The Doctoral School in Science and Engineering is happy to invite you to Yewei SONG’s defence entitled
Intelligent Conversation System for Multilingual Financial Industry
Supervisor: Prof Jacques KLEIN
The financial services industry is undergoing a paradigm shift towards automated, intelligent customer interaction. While Large Language Models (LLMs) offer promising capabilities for natural language understanding, their deployment in the regulated banking sector is hindered by at least three barriers:
(1) the lack of support for low-resource languages (LRLs) such as Luxembourgish;
(2) the inability to interact reliably and securely with subsystems like SQL databases or via Application Programming Interface (API) function calling under strict privacy constraints;
(3) the inherent stochasticity of generative outputs, which threatens operational stability.
This dissertation proposes a holistic architecture for an Intelligent Conversation System tailored to the multilingual financial industry, addressing these challenges through a tripartite framework.
The first part addresses the linguistic complexities of the Luxembourgish financial environment. We challenge the prevailing “scaling laws” of LLMs by demonstrating that Small Language Models (SLMs), when augmented with high-quality monolingual data and knowledge distillation from high-capacity teacher models, can achieve translation parity with significantly larger models. Our research validates that targeted fine-tuning on LRLs does not induce catastrophic forgetting, thereby establishing a resource-efficient pathway for inclusive, multilingual banking agents.
The second part bridges the gap between natural language intent and formal banking protocols. In the domain of Text-to-SQL, we tackle the conflict between evaluation rigor and data privacy. We introduce two novel, non-execution-based metrics, Tree Similarity of Editing Distance (TSED) and the SQL Query Analysis Metric (SQAM), which allow for the static, structural validation of generated queries without exposing sensitive production data. In the domain of API interaction, we present CallNavi, a comprehensive benchmark for evaluating agentic routing. We identify critical limitations in current models regarding nested function calls and propose “backward inference” strategies that significantly enhance the reliability of structured output generation.
The third part focuses on the quality assurance of the system’s code generation capabilities. Recognizing that functional correctness (Pass@k) is insufficient for safety-critical operations, we introduce a framework for quantifying Output Stability. We propose entropy-based metrics, specifically Structural Cross-Entropy (SCE) and Jensen-Shannon Divergence (JSD) applied to Abstract Syntax Trees (ASTs). These metrics provide a language-agnostic method to measure the structural consistency of the model’s reasoning process, ensuring that the system is not merely correct by chance, but robust and reproducible.
Collectively, this work contributes a validated blueprint for deploying sovereign, privacy-preserving, and stable AI agents, moving the state of the art from general-purpose chatbots to specialized, trustworthy financial assistants.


◆ TASK STATEMENT
Word for word, please copy the listing below, with its pictures left out.

◆ SOURCE INFORMATION

..............................

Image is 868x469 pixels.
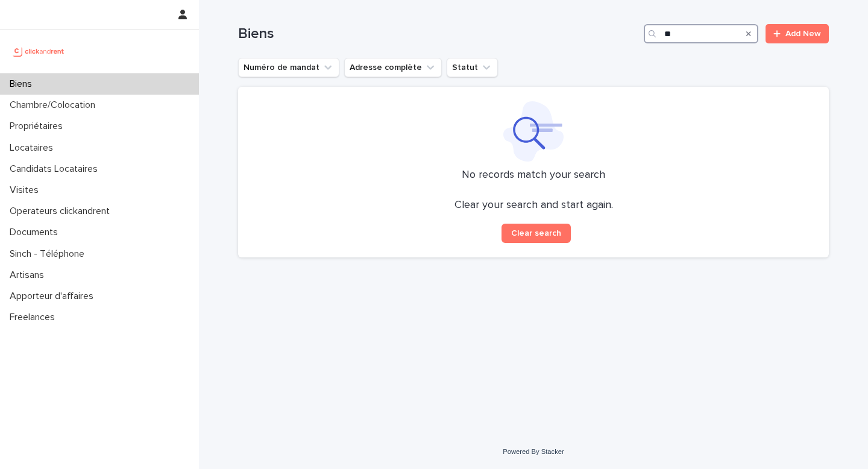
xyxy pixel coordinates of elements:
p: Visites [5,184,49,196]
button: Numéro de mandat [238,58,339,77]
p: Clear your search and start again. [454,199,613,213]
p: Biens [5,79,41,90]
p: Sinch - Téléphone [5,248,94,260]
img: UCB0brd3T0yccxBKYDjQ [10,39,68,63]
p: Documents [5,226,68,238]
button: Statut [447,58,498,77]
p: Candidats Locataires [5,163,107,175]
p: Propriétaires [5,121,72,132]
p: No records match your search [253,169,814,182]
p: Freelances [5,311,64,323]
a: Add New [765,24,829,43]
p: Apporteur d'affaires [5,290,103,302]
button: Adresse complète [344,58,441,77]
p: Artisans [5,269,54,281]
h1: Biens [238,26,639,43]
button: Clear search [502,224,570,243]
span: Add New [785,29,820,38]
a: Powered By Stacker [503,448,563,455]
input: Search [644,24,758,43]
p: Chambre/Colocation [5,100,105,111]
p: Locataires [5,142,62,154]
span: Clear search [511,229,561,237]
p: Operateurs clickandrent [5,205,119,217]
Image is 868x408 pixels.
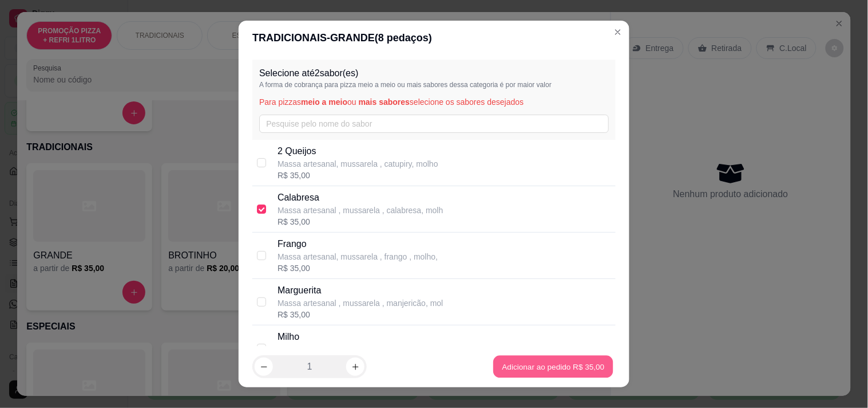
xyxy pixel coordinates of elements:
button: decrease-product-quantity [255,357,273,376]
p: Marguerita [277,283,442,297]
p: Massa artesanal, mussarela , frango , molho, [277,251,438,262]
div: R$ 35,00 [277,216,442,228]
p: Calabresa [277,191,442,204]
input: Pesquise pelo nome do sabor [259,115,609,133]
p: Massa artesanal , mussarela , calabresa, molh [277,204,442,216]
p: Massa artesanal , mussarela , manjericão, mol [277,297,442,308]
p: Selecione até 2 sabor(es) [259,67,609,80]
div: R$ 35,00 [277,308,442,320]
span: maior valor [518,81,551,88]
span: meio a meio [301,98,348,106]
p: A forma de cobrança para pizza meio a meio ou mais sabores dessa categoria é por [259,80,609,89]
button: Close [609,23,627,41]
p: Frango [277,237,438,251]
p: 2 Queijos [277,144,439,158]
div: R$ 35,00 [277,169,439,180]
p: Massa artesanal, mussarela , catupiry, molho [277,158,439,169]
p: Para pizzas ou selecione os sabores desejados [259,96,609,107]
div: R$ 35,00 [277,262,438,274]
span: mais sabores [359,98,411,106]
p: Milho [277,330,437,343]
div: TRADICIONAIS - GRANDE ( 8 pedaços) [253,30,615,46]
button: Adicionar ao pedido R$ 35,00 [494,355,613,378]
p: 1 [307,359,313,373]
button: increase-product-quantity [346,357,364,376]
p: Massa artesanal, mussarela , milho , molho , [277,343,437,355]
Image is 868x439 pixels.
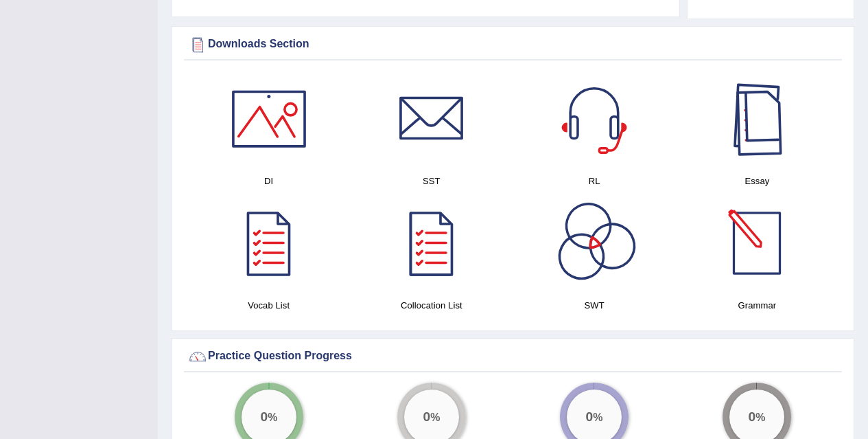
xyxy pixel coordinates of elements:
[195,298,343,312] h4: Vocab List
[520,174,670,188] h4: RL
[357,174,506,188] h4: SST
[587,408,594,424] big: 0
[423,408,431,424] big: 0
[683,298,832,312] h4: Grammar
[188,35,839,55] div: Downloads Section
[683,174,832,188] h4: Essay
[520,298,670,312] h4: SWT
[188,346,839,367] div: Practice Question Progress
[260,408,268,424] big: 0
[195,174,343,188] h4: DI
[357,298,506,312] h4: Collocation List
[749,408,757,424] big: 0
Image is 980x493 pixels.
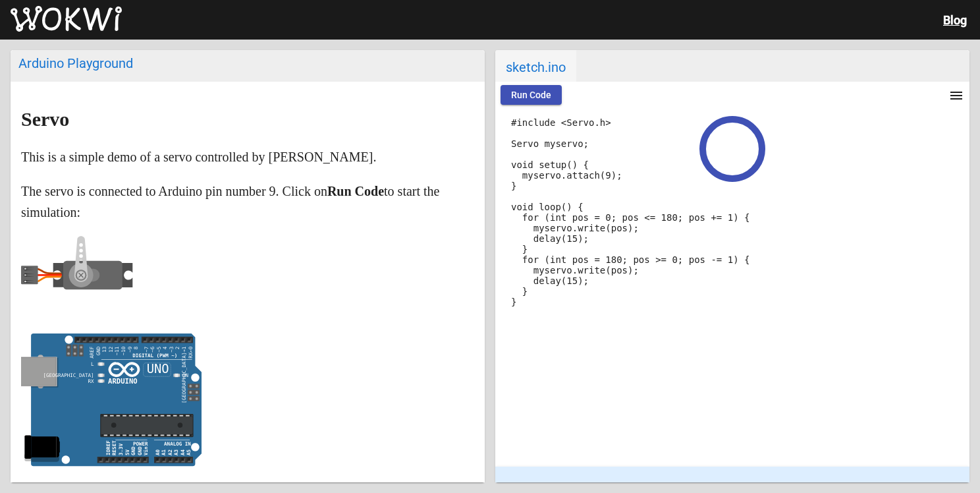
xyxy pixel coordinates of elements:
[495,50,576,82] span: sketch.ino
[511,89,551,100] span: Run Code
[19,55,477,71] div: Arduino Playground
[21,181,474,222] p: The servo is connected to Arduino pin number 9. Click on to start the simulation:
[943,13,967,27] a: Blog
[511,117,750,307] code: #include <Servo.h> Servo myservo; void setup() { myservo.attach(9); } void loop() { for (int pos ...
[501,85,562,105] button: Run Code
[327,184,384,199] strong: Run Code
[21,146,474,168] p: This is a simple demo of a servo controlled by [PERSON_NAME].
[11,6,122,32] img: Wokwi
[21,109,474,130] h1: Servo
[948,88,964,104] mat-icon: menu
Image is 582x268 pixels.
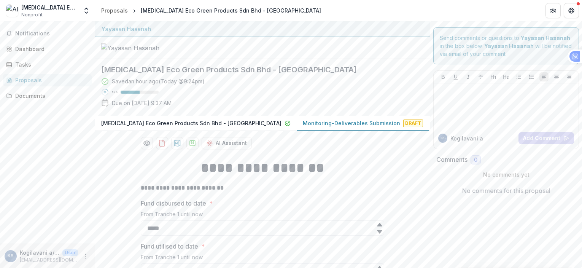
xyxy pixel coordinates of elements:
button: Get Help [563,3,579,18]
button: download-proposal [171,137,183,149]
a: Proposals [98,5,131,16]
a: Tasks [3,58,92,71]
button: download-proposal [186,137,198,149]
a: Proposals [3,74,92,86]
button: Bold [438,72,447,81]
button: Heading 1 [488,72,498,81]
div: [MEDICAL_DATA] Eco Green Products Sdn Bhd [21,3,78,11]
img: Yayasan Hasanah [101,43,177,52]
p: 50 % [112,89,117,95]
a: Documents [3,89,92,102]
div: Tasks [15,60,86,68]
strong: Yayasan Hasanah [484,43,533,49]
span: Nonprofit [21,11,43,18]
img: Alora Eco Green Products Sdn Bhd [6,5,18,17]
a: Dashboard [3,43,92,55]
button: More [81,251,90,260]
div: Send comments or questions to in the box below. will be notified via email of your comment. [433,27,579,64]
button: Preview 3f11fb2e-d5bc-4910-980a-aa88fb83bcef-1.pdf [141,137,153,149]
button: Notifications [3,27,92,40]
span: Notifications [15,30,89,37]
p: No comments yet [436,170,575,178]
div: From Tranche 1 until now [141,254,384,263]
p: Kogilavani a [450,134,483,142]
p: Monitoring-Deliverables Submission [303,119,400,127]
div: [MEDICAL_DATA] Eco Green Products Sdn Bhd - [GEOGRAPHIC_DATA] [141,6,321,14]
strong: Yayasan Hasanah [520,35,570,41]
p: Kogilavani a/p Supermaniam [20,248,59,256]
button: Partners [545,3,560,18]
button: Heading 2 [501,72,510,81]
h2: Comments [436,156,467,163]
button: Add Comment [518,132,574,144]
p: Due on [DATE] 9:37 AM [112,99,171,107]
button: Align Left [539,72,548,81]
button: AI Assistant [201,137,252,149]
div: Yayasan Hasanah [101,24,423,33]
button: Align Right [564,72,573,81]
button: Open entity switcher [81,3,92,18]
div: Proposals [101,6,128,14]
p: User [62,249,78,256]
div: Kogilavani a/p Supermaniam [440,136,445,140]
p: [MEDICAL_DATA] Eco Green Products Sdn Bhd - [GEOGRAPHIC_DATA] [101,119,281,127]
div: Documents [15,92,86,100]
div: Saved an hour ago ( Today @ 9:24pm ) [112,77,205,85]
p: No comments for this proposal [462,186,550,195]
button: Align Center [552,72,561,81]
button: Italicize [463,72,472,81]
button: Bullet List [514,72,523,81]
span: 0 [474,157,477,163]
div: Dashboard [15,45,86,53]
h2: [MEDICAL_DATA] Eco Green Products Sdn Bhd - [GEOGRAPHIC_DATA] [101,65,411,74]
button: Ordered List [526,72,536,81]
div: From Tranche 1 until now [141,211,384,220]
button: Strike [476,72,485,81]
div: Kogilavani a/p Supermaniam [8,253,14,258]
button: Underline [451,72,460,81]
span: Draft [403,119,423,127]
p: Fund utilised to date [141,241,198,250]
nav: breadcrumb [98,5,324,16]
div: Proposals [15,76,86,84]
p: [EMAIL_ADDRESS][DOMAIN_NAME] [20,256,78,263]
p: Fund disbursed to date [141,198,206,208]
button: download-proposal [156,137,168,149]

..............................

◆ RESULT OF THIS EXERCISE
Image is 868x469 pixels.
xyxy pixel coordinates of elements:
p: Visites [5,184,49,196]
button: Numéro de mandat [238,58,339,77]
p: Clear your search and start again. [454,199,613,213]
p: Biens [5,79,41,90]
p: Sinch - Téléphone [5,248,94,260]
img: UCB0brd3T0yccxBKYDjQ [10,39,68,63]
p: Documents [5,226,68,238]
button: Statut [447,58,498,77]
p: Candidats Locataires [5,163,107,175]
p: Propriétaires [5,121,72,132]
p: No records match your search [253,169,814,182]
p: Freelances [5,311,64,323]
a: Add New [765,24,829,43]
p: Apporteur d'affaires [5,290,103,302]
button: Adresse complète [344,58,441,77]
p: Artisans [5,269,54,281]
h1: Biens [238,26,639,43]
button: Clear search [502,224,570,243]
span: Add New [785,29,820,38]
a: Powered By Stacker [503,448,563,455]
input: Search [644,24,758,43]
p: Chambre/Colocation [5,100,105,111]
p: Locataires [5,142,62,154]
span: Clear search [511,229,561,237]
p: Operateurs clickandrent [5,205,119,217]
Image is 868x408 pixels.
xyxy pixel coordinates of elements:
button: decrease-product-quantity [255,357,273,376]
p: Marguerita [277,283,442,297]
p: Massa artesanal, mussarela , frango , molho, [277,251,438,262]
div: R$ 35,00 [277,216,442,228]
p: Calabresa [277,191,442,204]
input: Pesquise pelo nome do sabor [259,115,609,133]
p: Massa artesanal , mussarela , calabresa, molh [277,204,442,216]
p: Massa artesanal , mussarela , manjericão, mol [277,297,442,308]
p: Selecione até 2 sabor(es) [259,67,609,80]
div: R$ 35,00 [277,308,442,320]
span: maior valor [518,81,551,88]
span: meio a meio [301,98,348,106]
p: A forma de cobrança para pizza meio a meio ou mais sabores dessa categoria é por [259,80,609,89]
button: Close [609,23,627,41]
p: Frango [277,237,438,251]
p: 2 Queijos [277,144,439,158]
div: R$ 35,00 [277,169,439,180]
p: Massa artesanal, mussarela , catupiry, molho [277,158,439,169]
p: Para pizzas ou selecione os sabores desejados [259,96,609,107]
div: R$ 35,00 [277,262,438,274]
span: mais sabores [359,98,411,106]
p: Milho [277,330,437,343]
div: TRADICIONAIS - GRANDE ( 8 pedaços) [253,30,615,46]
button: Adicionar ao pedido R$ 35,00 [494,355,613,378]
p: 1 [307,359,313,373]
button: increase-product-quantity [346,357,364,376]
p: Massa artesanal, mussarela , milho , molho , [277,343,437,355]
Image is 868x439 pixels.
xyxy pixel coordinates of elements:
[195,298,343,312] h4: Vocab List
[520,174,670,188] h4: RL
[357,174,506,188] h4: SST
[587,408,594,424] big: 0
[423,408,431,424] big: 0
[683,298,832,312] h4: Grammar
[188,35,839,55] div: Downloads Section
[683,174,832,188] h4: Essay
[520,298,670,312] h4: SWT
[188,346,839,367] div: Practice Question Progress
[260,408,268,424] big: 0
[195,174,343,188] h4: DI
[357,298,506,312] h4: Collocation List
[749,408,757,424] big: 0
Image is 980x493 pixels.
xyxy pixel coordinates of elements:
[495,50,576,82] span: sketch.ino
[511,89,551,100] span: Run Code
[19,55,477,71] div: Arduino Playground
[21,181,474,222] p: The servo is connected to Arduino pin number 9. Click on to start the simulation:
[943,13,967,27] a: Blog
[511,117,750,307] code: #include <Servo.h> Servo myservo; void setup() { myservo.attach(9); } void loop() { for (int pos ...
[501,85,562,105] button: Run Code
[327,184,384,199] strong: Run Code
[21,146,474,168] p: This is a simple demo of a servo controlled by [PERSON_NAME].
[11,6,122,32] img: Wokwi
[21,109,474,130] h1: Servo
[948,88,964,104] mat-icon: menu
Image is 582x268 pixels.
xyxy pixel coordinates of elements:
button: Get Help [563,3,579,18]
button: download-proposal [171,137,183,149]
a: Proposals [98,5,131,16]
a: Tasks [3,58,92,71]
button: download-proposal [186,137,198,149]
a: Proposals [3,74,92,86]
button: Bold [438,72,447,81]
button: Heading 1 [488,72,498,81]
div: [MEDICAL_DATA] Eco Green Products Sdn Bhd [21,3,78,11]
img: Yayasan Hasanah [101,43,177,52]
p: 50 % [112,89,117,95]
a: Documents [3,89,92,102]
div: Tasks [15,60,86,68]
strong: Yayasan Hasanah [484,43,533,49]
span: Nonprofit [21,11,43,18]
img: Alora Eco Green Products Sdn Bhd [6,5,18,17]
a: Dashboard [3,43,92,55]
button: More [81,251,90,260]
div: Send comments or questions to in the box below. will be notified via email of your comment. [433,27,579,64]
button: Preview 3f11fb2e-d5bc-4910-980a-aa88fb83bcef-1.pdf [141,137,153,149]
button: Notifications [3,27,92,40]
span: Notifications [15,30,89,37]
p: No comments yet [436,170,575,178]
div: From Tranche 1 until now [141,254,384,263]
p: Kogilavani a [450,134,483,142]
p: Monitoring-Deliverables Submission [303,119,400,127]
div: [MEDICAL_DATA] Eco Green Products Sdn Bhd - [GEOGRAPHIC_DATA] [141,6,321,14]
strong: Yayasan Hasanah [520,35,570,41]
p: Kogilavani a/p Supermaniam [20,248,59,256]
button: Partners [545,3,560,18]
button: Heading 2 [501,72,510,81]
h2: Comments [436,156,467,163]
button: Add Comment [518,132,574,144]
p: Due on [DATE] 9:37 AM [112,99,171,107]
button: Align Left [539,72,548,81]
button: AI Assistant [201,137,252,149]
div: Yayasan Hasanah [101,24,423,33]
button: Align Right [564,72,573,81]
button: Open entity switcher [81,3,92,18]
div: Proposals [101,6,128,14]
p: User [62,249,78,256]
div: Kogilavani a/p Supermaniam [440,136,445,140]
p: [MEDICAL_DATA] Eco Green Products Sdn Bhd - [GEOGRAPHIC_DATA] [101,119,281,127]
div: Documents [15,92,86,100]
div: Saved an hour ago ( Today @ 9:24pm ) [112,77,205,85]
p: No comments for this proposal [462,186,550,195]
button: Align Center [552,72,561,81]
button: Italicize [463,72,472,81]
button: Bullet List [514,72,523,81]
span: 0 [474,157,477,163]
div: Dashboard [15,45,86,53]
h2: [MEDICAL_DATA] Eco Green Products Sdn Bhd - [GEOGRAPHIC_DATA] [101,65,411,74]
button: Ordered List [526,72,536,81]
div: From Tranche 1 until now [141,211,384,220]
button: Strike [476,72,485,81]
div: Kogilavani a/p Supermaniam [8,253,14,258]
button: Underline [451,72,460,81]
span: Draft [403,119,423,127]
p: Fund utilised to date [141,241,198,250]
nav: breadcrumb [98,5,324,16]
div: Proposals [15,76,86,84]
p: [EMAIL_ADDRESS][DOMAIN_NAME] [20,256,78,263]
p: Fund disbursed to date [141,198,206,208]
button: download-proposal [156,137,168,149]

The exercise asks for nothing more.